Divorce is a scream. A scream of one ignited by the unhappiness of the other one looking for salve elsewhere instead of within the two as promised before the reverend in the time when the two joyously united to each other, together.
That’s the problem with divorce.
Marriage requires both to permit it.
Divorce thuds into one’s life. One decides for the two without permission.
Too bad, so sad. Bye. Sayonara. I don’t love ya anymore, so you see I gotta leave you destitute, alone in your injury, no help from me to get better. Cause you’re not. Going to get better.
I’ve seen the left behind be catatonic from the thud, from the other one changing their entire life into a single one, without therapeutic attempt to rejoin, in a different home, with diminished finances, alone. I didn’t go catatonic. I had a brain injury. My affect screamed awake. Then shut off, and in doing so saved me. No, divorce was the least of my problems, and I wasn’t going to deal with it. I was too moved by his commitment to his in-sickness marriage vow. I was too much in awe of his love surrounding me, his sense of responsibility from being the driver in the multi-car crash that severely injured me. So much love and commitment he had to leave me. So I told my husband, the one who abhorred paperwork and left me to deal with all the legal papers and accounts, that if he wanted a divorce, he had to file for it. And pay for it.
I rolled on in my brain injury recovery. I filed away the divorce paper when it arrived years later. And continued on in my recovery. How does one celebrate a divorce? How does one mourn a divorce? Was his mother happy? Did she approve he remarried, a Catholic this time without any weird ethnic background and not coming from the big bad city of Toronto? His father was tickled pink, he of the psychopathic mind who revelled in pitting one loved one against another. Am I better off without a man who when the going got tough, grabbed the pricey artwork and ran then manipulated out of paying spousal support while improving his financial status? His parents sure raised him right.
That first night after he left, with my dog by my side who understood love, I felt better. It’s hell to be with another who blames you for his state of mind, who whines, “I’m happy when I’m away from you.” Yeah, that’s what happens when you can escape a problem. Unlike me. Wherever I go, the brain injury goes with me.
He saw only the problem, he saw no solution. He knew I’d had a brain injury. Didn’t pretend it didn’t exist. He called my psychiatrist and psychologist to, what?, complain? They refused to tell me what he said; I didn’t need to be burdened. They were sympathetic and protective of me. He didn’t once attend rehab with me, talk to the therapists, work with me to get better. Why would he when he and everyone who loved me so much could predict my future with deadly accuracy: a burden. Not better.
It’s been over a decade. Time to treat myself as a single. By choice.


YOUR TASK. Starting with the first line, transcribe the material exactly through to the last.

INFORMATION GIVEN.
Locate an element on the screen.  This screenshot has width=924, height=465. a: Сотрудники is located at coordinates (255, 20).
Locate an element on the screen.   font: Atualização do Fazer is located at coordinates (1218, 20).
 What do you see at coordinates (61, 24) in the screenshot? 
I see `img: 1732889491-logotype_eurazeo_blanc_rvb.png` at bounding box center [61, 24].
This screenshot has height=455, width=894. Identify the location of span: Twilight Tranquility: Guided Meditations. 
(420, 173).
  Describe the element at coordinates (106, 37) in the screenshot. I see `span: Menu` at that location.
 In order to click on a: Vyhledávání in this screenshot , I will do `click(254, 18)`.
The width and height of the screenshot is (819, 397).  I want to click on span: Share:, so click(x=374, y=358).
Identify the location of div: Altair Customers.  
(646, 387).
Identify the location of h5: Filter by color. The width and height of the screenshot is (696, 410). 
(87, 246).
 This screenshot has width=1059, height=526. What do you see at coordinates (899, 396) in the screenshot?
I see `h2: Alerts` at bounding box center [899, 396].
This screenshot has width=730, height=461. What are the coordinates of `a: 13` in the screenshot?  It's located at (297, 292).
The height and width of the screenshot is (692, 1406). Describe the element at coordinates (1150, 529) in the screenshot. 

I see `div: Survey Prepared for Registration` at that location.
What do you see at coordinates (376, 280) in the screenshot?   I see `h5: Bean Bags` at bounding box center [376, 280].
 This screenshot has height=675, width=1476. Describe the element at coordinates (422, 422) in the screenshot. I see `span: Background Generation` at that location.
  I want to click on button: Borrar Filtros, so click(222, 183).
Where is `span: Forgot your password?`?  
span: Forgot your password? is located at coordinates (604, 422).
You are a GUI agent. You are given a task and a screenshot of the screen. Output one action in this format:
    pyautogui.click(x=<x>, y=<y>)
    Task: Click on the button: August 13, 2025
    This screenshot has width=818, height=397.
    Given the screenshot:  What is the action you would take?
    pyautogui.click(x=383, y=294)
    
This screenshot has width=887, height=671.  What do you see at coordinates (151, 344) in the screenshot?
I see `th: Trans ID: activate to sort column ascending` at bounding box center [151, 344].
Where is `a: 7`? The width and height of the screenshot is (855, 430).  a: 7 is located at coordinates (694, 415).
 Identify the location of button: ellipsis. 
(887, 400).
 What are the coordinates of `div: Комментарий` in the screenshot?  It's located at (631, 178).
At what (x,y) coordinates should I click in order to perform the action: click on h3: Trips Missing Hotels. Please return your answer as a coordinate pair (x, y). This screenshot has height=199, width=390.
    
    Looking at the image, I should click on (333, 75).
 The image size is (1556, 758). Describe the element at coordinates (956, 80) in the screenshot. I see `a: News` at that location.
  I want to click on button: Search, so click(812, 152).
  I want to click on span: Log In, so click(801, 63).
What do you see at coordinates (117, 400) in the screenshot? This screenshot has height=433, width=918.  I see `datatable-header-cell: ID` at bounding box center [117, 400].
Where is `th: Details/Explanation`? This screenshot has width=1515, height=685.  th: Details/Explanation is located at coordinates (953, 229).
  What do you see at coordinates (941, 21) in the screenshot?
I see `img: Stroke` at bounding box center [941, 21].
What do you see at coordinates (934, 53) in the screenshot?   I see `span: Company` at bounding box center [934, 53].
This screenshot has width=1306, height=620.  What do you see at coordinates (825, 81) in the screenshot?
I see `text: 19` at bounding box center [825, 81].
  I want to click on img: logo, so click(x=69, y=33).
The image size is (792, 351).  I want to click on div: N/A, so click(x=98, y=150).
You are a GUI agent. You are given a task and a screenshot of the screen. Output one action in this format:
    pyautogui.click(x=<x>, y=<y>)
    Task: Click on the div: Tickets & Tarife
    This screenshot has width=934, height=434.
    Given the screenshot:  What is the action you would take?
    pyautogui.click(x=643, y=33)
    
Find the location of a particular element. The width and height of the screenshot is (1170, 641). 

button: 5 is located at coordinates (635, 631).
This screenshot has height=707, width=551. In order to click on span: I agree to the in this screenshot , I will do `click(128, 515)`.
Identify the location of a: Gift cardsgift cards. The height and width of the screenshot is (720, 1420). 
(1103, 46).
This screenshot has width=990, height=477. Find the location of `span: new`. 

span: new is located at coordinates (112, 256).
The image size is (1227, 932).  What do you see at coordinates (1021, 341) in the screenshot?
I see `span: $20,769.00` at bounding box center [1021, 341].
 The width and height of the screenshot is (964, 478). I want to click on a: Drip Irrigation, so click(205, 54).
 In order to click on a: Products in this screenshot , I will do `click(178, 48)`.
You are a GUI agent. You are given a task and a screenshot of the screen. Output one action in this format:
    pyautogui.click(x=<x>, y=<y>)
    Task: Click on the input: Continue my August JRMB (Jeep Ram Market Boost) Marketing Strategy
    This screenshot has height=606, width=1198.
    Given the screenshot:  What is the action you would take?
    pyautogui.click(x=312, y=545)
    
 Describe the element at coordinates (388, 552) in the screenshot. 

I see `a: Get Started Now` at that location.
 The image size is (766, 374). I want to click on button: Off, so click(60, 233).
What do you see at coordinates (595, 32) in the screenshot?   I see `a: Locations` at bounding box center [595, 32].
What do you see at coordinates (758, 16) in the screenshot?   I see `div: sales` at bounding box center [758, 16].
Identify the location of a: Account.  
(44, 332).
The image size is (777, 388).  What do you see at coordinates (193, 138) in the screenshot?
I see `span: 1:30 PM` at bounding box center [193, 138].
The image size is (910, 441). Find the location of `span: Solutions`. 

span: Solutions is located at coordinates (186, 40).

RESPONSE TO THIS EXERCISE.
Locate an element on the screen.  This screenshot has width=924, height=465. a: Сотрудники is located at coordinates (255, 20).
Locate an element on the screen.   font: Atualização do Fazer is located at coordinates (1218, 20).
 What do you see at coordinates (61, 24) in the screenshot? 
I see `img: 1732889491-logotype_eurazeo_blanc_rvb.png` at bounding box center [61, 24].
This screenshot has height=455, width=894. Identify the location of span: Twilight Tranquility: Guided Meditations. 
(420, 173).
  Describe the element at coordinates (106, 37) in the screenshot. I see `span: Menu` at that location.
 In order to click on a: Vyhledávání in this screenshot , I will do `click(254, 18)`.
The width and height of the screenshot is (819, 397).  I want to click on span: Share:, so click(x=374, y=358).
Identify the location of div: Altair Customers.  
(646, 387).
Identify the location of h5: Filter by color. The width and height of the screenshot is (696, 410). 
(87, 246).
 This screenshot has width=1059, height=526. What do you see at coordinates (899, 396) in the screenshot?
I see `h2: Alerts` at bounding box center [899, 396].
This screenshot has width=730, height=461. What are the coordinates of `a: 13` in the screenshot?  It's located at (297, 292).
The height and width of the screenshot is (692, 1406). Describe the element at coordinates (1150, 529) in the screenshot. 

I see `div: Survey Prepared for Registration` at that location.
What do you see at coordinates (376, 280) in the screenshot?   I see `h5: Bean Bags` at bounding box center [376, 280].
 This screenshot has height=675, width=1476. Describe the element at coordinates (422, 422) in the screenshot. I see `span: Background Generation` at that location.
  I want to click on button: Borrar Filtros, so click(222, 183).
Where is `span: Forgot your password?`?  
span: Forgot your password? is located at coordinates (604, 422).
You are a GUI agent. You are given a task and a screenshot of the screen. Output one action in this format:
    pyautogui.click(x=<x>, y=<y>)
    Task: Click on the button: August 13, 2025
    This screenshot has width=818, height=397.
    Given the screenshot:  What is the action you would take?
    pyautogui.click(x=383, y=294)
    
This screenshot has width=887, height=671.  What do you see at coordinates (151, 344) in the screenshot?
I see `th: Trans ID: activate to sort column ascending` at bounding box center [151, 344].
Where is `a: 7`? The width and height of the screenshot is (855, 430).  a: 7 is located at coordinates (694, 415).
 Identify the location of button: ellipsis. 
(887, 400).
 What are the coordinates of `div: Комментарий` in the screenshot?  It's located at (631, 178).
At what (x,y) coordinates should I click in order to perform the action: click on h3: Trips Missing Hotels. Please return your answer as a coordinate pair (x, y). This screenshot has height=199, width=390.
    
    Looking at the image, I should click on (333, 75).
 The image size is (1556, 758). Describe the element at coordinates (956, 80) in the screenshot. I see `a: News` at that location.
  I want to click on button: Search, so click(812, 152).
  I want to click on span: Log In, so click(801, 63).
What do you see at coordinates (117, 400) in the screenshot? This screenshot has height=433, width=918.  I see `datatable-header-cell: ID` at bounding box center [117, 400].
Where is `th: Details/Explanation`? This screenshot has width=1515, height=685.  th: Details/Explanation is located at coordinates (953, 229).
  What do you see at coordinates (941, 21) in the screenshot?
I see `img: Stroke` at bounding box center [941, 21].
What do you see at coordinates (934, 53) in the screenshot?   I see `span: Company` at bounding box center [934, 53].
This screenshot has width=1306, height=620.  What do you see at coordinates (825, 81) in the screenshot?
I see `text: 19` at bounding box center [825, 81].
  I want to click on img: logo, so click(x=69, y=33).
The image size is (792, 351).  I want to click on div: N/A, so click(x=98, y=150).
You are a GUI agent. You are given a task and a screenshot of the screen. Output one action in this format:
    pyautogui.click(x=<x>, y=<y>)
    Task: Click on the div: Tickets & Tarife
    This screenshot has width=934, height=434.
    Given the screenshot:  What is the action you would take?
    pyautogui.click(x=643, y=33)
    
Find the location of a particular element. The width and height of the screenshot is (1170, 641). 

button: 5 is located at coordinates (635, 631).
This screenshot has height=707, width=551. In order to click on span: I agree to the in this screenshot , I will do `click(128, 515)`.
Identify the location of a: Gift cardsgift cards. The height and width of the screenshot is (720, 1420). 
(1103, 46).
This screenshot has width=990, height=477. Find the location of `span: new`. 

span: new is located at coordinates (112, 256).
The image size is (1227, 932).  What do you see at coordinates (1021, 341) in the screenshot?
I see `span: $20,769.00` at bounding box center [1021, 341].
 The width and height of the screenshot is (964, 478). I want to click on a: Drip Irrigation, so click(205, 54).
 In order to click on a: Products in this screenshot , I will do `click(178, 48)`.
You are a GUI agent. You are given a task and a screenshot of the screen. Output one action in this format:
    pyautogui.click(x=<x>, y=<y>)
    Task: Click on the input: Continue my August JRMB (Jeep Ram Market Boost) Marketing Strategy
    This screenshot has height=606, width=1198.
    Given the screenshot:  What is the action you would take?
    pyautogui.click(x=312, y=545)
    
 Describe the element at coordinates (388, 552) in the screenshot. 

I see `a: Get Started Now` at that location.
 The image size is (766, 374). I want to click on button: Off, so click(60, 233).
What do you see at coordinates (595, 32) in the screenshot?   I see `a: Locations` at bounding box center [595, 32].
What do you see at coordinates (758, 16) in the screenshot?   I see `div: sales` at bounding box center [758, 16].
Identify the location of a: Account.  
(44, 332).
The image size is (777, 388).  What do you see at coordinates (193, 138) in the screenshot?
I see `span: 1:30 PM` at bounding box center [193, 138].
The image size is (910, 441). Find the location of `span: Solutions`. 

span: Solutions is located at coordinates (186, 40).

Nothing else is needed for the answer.